David Bowie has always been the original chameleon or rock/pop. From his early days as a teenage mime performer and early conceptual artist, he when through a number of pop personas, Major Tom, Ziggy Stardust, Aladdin Sane until in 1975 he became the ‘Thin White Duke’ and in 1976 adopting this persona ‘Station to Station’ was released. It is thought by many to be his best album to date.
This was an intensely productive period for Bowie in the same year as making this record he had also starred in Nicholas Roeg's critically acclaimed cult classic ‘The Man Who Fell To Earth’, playing a stranded alien. Possibly due to his affection for cocaine over recent years, which had begun to affect all aspects of his life, Bowie had lost weight and always appeared in public looking very pale, an almost cadaverous like figure. He tended to spout high-speed gibberish at interviews outlining his views on drugs, fascism and the occult. With this album he announced that his glam rock days were over and he entered a much darker introspective period of his career.
*THE ALBUM*
Track listing:1.Station To Station (10:08) 2.Golden Years (4:03) 3.Word On A Wing (6:00) 4.TVC15 (5:29) 5.Stay (6:08) 6.Wild Is The Wind (5:58)
7.Word On A Wing (6:10)
8.Stay (7:24)
*Bonus tracks on CD release
‘Station to Station’ is quite different from Bowie’s previous work. The exuberance of the glam era had given way to a new colder, mechanistic sound. Gone were the black American influences as he started to embrace an earlier 20’ and 30’s German cabaretesque (made up word!) attitude liberally mixed with a European futuristic sound. In this record we can clearly hear the influences, which would lead him to the later Berlin period and his collaborations with Kaftwerk and Brian Eno.
Originally Bowie had planned to release a soundtrack album for ‘The Man Who Fell To Earth’ but as that project fell through he put together some songs he had been writing during the making of the film to produce ‘Station To Station’.
Bowie didn’t want to tie himself down to making a record with a clearly distinguishable sound, with this in mind he gathered musician from New York including guitarists Carlos Alomar and Earl Slick and pianist Roy Brittan (from Bruce Springsteen’s E-Street Band). Bowie presented the music to Alomar and the rest of the musicians and allowed them to approach the songs in a variety of styles from which Bowie would choose the final version. Only then would he add the lyrics often written in fast amphetamine induced frenzy. This was a time of great excesses for Bowie both in work and in his private life.
Despite the drugs or because of the drugs the record started taking shape.

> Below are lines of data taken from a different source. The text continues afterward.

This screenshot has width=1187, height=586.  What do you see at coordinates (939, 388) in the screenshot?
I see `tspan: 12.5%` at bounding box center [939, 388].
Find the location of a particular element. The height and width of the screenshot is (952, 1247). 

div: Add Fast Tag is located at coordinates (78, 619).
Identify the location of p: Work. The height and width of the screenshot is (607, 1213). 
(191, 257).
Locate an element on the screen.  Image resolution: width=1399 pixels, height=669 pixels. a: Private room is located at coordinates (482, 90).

The first track on the album is the title track ‘Station To Station’, as you might guess this recalls a train journey a subject close to Bowie heart since he suffered a fear of flying and trains were his favourite form of transport. The song is a ten minute representation of a three day train journey from New York to Los Angeles. It starts with some playful stereo train sound effects but gradually builds up and ends in high-speed cocaine fuelled frenzy.

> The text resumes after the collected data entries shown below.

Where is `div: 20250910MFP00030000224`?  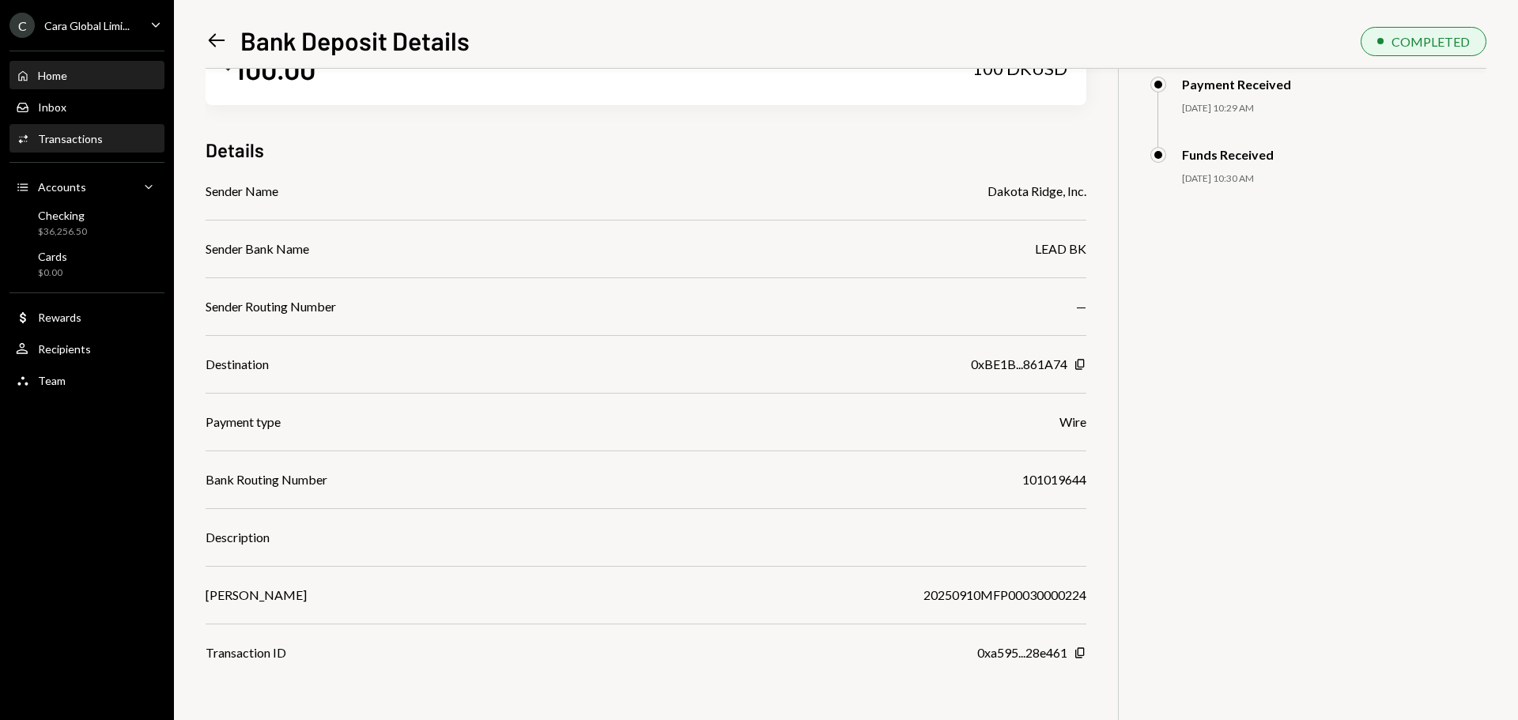
div: 20250910MFP00030000224 is located at coordinates (1005, 595).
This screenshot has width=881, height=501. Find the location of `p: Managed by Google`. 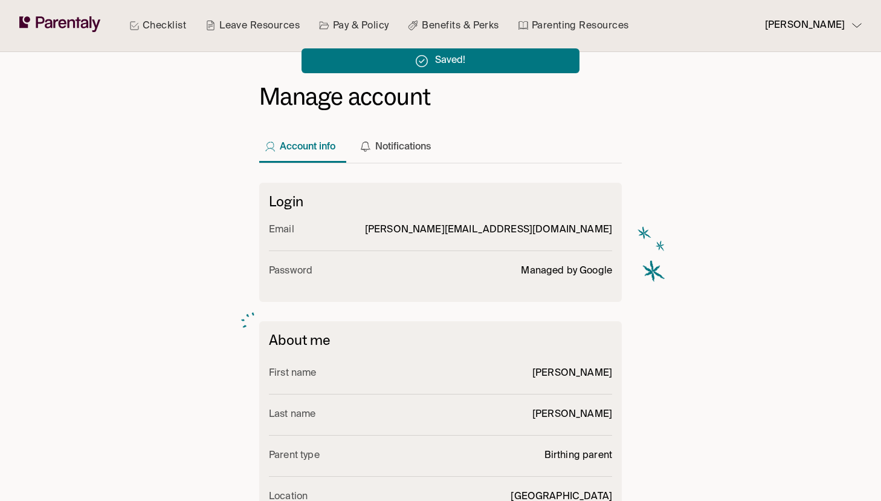

p: Managed by Google is located at coordinates (566, 271).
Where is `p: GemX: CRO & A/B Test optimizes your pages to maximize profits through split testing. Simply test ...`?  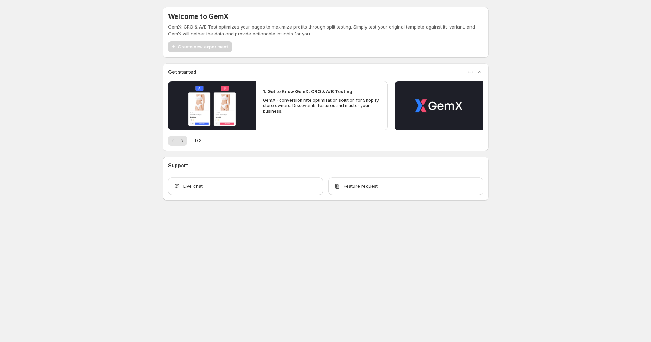
p: GemX: CRO & A/B Test optimizes your pages to maximize profits through split testing. Simply test ... is located at coordinates (325, 30).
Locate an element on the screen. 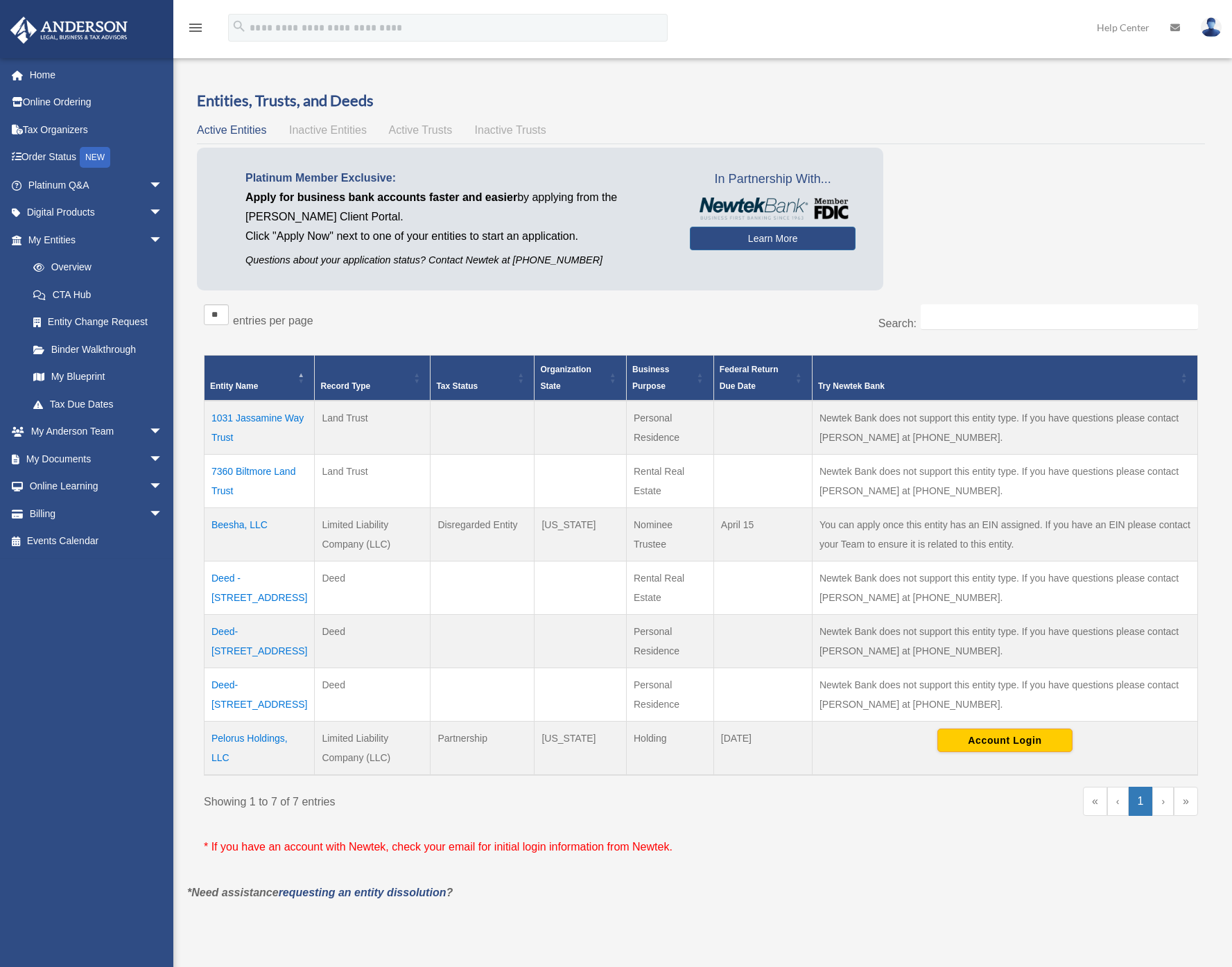 This screenshot has width=1232, height=967. a: 1 is located at coordinates (1140, 802).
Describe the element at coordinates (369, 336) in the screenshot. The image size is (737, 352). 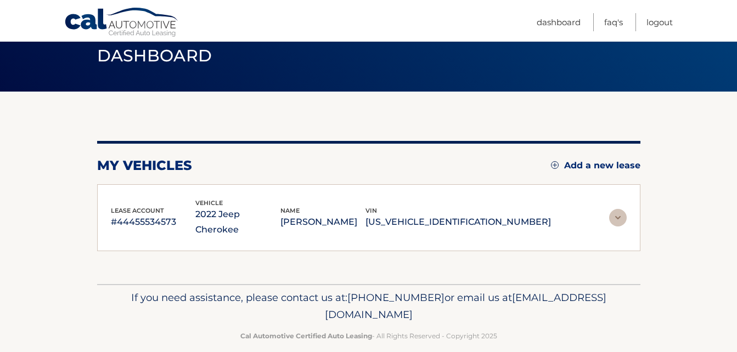
I see `p: - All Rights Reserved - Copyright 2025` at that location.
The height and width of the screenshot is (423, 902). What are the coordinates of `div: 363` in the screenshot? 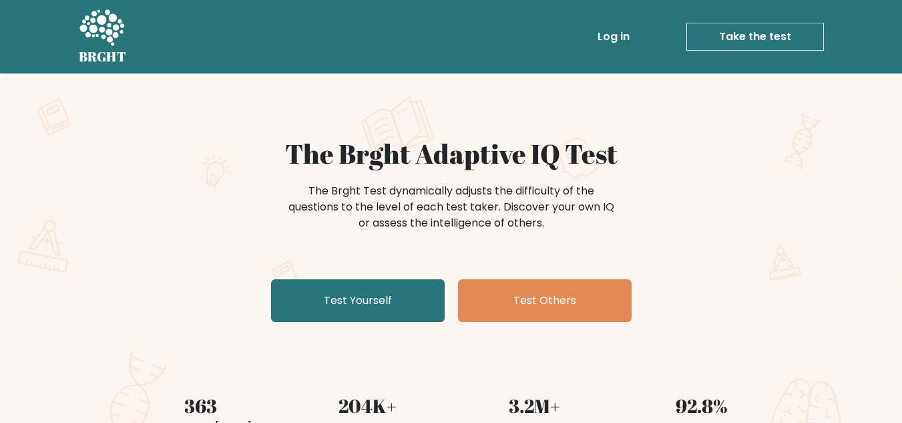 It's located at (201, 405).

One of the most interesting tracks is ‘Golden Years’ a slow, funk inspired laconic ballad that Bowie had apparently written with Elvis in mind. Golden Years surprisingly was the albums only hit single.
From drugs Bowie moves neatly to God not always such a huge leap in his own mind. In ‘Word On A Wing’ which features angelic choirs he examines the idea of searching for spirituality and God, this ties in with his habit around this time of wearing a crucifix round his neck. This track and the final track Wild Is the Wind finds Bowie adopting a crooning style for his delivery of the lyrics. Interestingly enough ‘Wild is the Wind’ was originally featured in a George Cukor 1957 western of the same name starring Anthony Quinn. The 50’s were a golden period for crooners so Bowie’s delivery is not historically out of place.

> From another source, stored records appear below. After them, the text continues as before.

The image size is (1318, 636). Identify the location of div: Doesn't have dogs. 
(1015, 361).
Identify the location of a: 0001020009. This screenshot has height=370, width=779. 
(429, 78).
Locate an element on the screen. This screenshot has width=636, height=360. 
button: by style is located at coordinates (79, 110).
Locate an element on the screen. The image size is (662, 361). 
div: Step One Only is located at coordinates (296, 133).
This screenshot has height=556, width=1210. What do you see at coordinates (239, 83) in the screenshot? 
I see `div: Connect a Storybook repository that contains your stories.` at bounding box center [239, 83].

The strangest song on what is a strange record is TV15. The song tells us how a television set eats a girl and is based on a story that Bowie’s good friend at the time Iggy Pop told him. After a night’s drug taking Iggy Pop imagined his TV opening up and swallowing his girlfriend. The song is a fragmented, raunchy number with brilliant guitar by Carlos Alomar and Earl Slick and a funk fuelled piano playing by Roy Brittan. This track was also released as a single but surprisingly bombed in the charts.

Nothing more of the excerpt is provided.